How free-market fundamentalists have shifted the focus of higher
education to competition, metrics, consumer demand, and return on
investment, and why we should change this.
A new philosophy of higher education has taken hold in institutions
around the world. Its supporters disavow the pursuit of knowledge for
its own sake and argue that the only knowledge worth pursuing is that
with more or less immediate market value. Every other kind of learning
is downgraded, its budget cut. In Knowledge for Sale, Lawrence Busch
challenges this market-driven approach.
The rationale for the current thinking, Busch explains, comes from
neoliberal economics, which calls for reorganizing society around the
needs of the market. The market-influenced changes to higher education
include shifting the cost of education from the state to the individual,
turning education from a public good to a private good subject to
consumer demand; redefining higher education as a search for the
highest-paying job; and turning scholarly research into a competition
based on metrics including number of citations and value of grants.
Students, administrators, and scholars have begun to think of themselves
as economic actors rather than seekers of knowledge.
Arguing for active resistance to this takeover, Busch urges us to burst
the neoliberal bubble, to imagine a future not dictated by the market, a
future in which there is a more educated citizenry and in which the old
dichotomies--market and state, nature and culture, and equality and
liberty--break down. In this future, universities value learning and not
training, scholarship grapples with society's most pressing problems
rather than quick fixes for corporate interests, and democracy is
enriched by its educated and engaged citizens.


Your task is to copy every line of the entries that holds the word "terminal".
Data section below:
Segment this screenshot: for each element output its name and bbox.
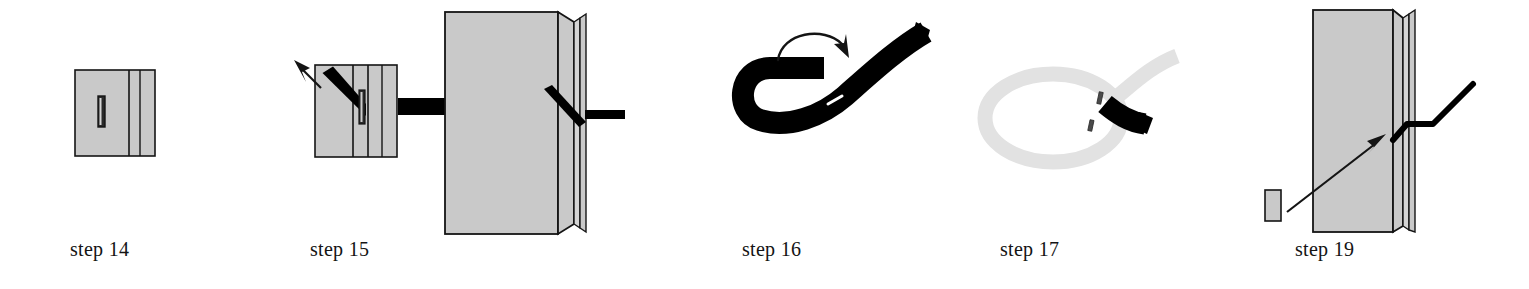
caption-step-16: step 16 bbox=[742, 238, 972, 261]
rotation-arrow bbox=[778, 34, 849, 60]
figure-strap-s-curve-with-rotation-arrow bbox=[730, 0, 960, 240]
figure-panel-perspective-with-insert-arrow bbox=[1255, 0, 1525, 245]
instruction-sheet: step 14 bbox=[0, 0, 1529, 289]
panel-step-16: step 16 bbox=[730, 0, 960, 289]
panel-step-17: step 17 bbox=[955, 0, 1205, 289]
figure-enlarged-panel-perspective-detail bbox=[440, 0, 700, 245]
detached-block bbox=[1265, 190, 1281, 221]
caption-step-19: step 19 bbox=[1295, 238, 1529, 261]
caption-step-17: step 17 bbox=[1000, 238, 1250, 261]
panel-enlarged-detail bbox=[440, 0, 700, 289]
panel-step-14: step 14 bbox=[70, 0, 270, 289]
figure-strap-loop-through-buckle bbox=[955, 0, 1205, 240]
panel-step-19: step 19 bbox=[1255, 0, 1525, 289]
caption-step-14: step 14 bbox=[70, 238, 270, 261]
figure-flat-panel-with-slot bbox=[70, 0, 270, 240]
End of Data section.
Data section below:
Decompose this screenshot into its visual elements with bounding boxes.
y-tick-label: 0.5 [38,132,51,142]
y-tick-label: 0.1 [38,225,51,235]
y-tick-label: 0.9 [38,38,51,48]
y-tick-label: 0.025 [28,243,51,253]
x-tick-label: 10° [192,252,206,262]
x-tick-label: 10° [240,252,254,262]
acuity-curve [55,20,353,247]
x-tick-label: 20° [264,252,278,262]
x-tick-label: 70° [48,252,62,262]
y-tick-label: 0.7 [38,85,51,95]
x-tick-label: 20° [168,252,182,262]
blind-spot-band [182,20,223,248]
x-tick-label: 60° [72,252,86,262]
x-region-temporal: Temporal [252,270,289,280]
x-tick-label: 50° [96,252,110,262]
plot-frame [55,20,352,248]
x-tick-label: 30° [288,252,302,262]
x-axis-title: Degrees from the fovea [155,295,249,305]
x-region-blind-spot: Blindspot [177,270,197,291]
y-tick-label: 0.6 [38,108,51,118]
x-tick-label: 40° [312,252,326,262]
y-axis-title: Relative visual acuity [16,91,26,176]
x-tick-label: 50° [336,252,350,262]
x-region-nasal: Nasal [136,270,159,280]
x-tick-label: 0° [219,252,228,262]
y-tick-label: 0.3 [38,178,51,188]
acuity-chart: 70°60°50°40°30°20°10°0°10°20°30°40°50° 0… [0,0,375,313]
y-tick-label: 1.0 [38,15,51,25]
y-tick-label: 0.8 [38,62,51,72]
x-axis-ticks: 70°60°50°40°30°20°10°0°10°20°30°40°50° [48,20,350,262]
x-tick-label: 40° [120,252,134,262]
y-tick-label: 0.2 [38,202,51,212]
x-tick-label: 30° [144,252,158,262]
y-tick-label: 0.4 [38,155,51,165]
End of Data section.
Data section below:
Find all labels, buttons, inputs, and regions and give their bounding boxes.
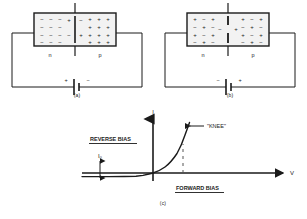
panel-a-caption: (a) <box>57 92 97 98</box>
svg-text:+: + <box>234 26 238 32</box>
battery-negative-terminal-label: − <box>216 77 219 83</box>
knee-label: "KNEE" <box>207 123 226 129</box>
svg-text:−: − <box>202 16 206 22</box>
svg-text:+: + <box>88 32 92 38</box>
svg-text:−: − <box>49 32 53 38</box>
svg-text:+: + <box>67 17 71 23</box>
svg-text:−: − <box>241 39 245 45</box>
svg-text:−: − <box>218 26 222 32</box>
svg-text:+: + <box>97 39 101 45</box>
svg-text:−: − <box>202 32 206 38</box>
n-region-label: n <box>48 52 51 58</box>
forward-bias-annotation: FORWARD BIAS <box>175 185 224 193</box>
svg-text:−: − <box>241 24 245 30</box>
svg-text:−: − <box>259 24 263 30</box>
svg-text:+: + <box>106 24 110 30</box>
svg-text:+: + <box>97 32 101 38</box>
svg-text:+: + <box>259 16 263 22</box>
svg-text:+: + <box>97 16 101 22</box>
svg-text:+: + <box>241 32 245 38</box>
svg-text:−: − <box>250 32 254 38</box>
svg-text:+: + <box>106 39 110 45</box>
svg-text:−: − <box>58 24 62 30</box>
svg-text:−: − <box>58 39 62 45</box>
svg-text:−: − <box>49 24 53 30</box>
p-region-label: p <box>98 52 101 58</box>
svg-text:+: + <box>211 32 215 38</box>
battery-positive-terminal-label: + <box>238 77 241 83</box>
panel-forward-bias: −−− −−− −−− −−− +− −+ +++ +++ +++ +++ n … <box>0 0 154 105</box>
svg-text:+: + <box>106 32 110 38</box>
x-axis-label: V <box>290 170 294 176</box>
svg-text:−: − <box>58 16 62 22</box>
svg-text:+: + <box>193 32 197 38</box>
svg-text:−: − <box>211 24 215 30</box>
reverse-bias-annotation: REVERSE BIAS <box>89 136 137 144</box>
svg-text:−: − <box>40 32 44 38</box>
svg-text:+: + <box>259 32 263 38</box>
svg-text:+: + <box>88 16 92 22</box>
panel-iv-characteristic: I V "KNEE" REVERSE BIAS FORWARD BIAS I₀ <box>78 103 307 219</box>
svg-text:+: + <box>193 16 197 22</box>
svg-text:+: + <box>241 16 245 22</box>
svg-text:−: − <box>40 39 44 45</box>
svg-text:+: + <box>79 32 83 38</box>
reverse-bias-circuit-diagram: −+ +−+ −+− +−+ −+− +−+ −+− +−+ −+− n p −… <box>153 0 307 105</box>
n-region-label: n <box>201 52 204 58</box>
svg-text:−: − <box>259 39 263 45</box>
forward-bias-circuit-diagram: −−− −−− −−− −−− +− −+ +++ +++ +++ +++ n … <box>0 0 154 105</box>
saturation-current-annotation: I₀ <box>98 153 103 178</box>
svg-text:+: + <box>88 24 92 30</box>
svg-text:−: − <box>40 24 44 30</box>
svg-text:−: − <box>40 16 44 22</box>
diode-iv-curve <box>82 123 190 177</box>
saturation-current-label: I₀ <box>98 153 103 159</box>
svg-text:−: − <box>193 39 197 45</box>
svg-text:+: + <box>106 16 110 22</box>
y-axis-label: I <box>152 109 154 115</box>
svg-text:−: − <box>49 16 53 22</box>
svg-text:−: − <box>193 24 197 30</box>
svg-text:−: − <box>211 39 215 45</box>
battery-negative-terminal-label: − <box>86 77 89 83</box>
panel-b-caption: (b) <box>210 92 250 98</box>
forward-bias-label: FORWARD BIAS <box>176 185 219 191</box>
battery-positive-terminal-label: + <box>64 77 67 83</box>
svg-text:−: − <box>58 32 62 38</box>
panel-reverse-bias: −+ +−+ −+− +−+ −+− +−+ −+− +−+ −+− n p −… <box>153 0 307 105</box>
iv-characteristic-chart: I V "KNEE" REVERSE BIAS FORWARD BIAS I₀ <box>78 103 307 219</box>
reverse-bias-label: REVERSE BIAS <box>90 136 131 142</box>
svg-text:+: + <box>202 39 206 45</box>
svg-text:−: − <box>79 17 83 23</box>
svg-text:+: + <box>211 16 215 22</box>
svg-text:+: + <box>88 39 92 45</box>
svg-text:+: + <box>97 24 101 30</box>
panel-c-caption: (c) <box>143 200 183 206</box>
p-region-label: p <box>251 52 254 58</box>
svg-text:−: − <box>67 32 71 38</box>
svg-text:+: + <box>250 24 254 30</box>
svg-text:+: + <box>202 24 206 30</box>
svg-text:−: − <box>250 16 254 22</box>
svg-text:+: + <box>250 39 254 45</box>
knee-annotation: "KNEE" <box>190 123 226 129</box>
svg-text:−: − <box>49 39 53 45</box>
End of Data section.
Reply to the exercise -
battery-negative-terminal-label: − <box>216 77 219 83</box>
battery-positive-terminal-label: + <box>238 77 241 83</box>
battery-negative-terminal-label: − <box>86 77 89 83</box>
battery-positive-terminal-label: + <box>64 77 67 83</box>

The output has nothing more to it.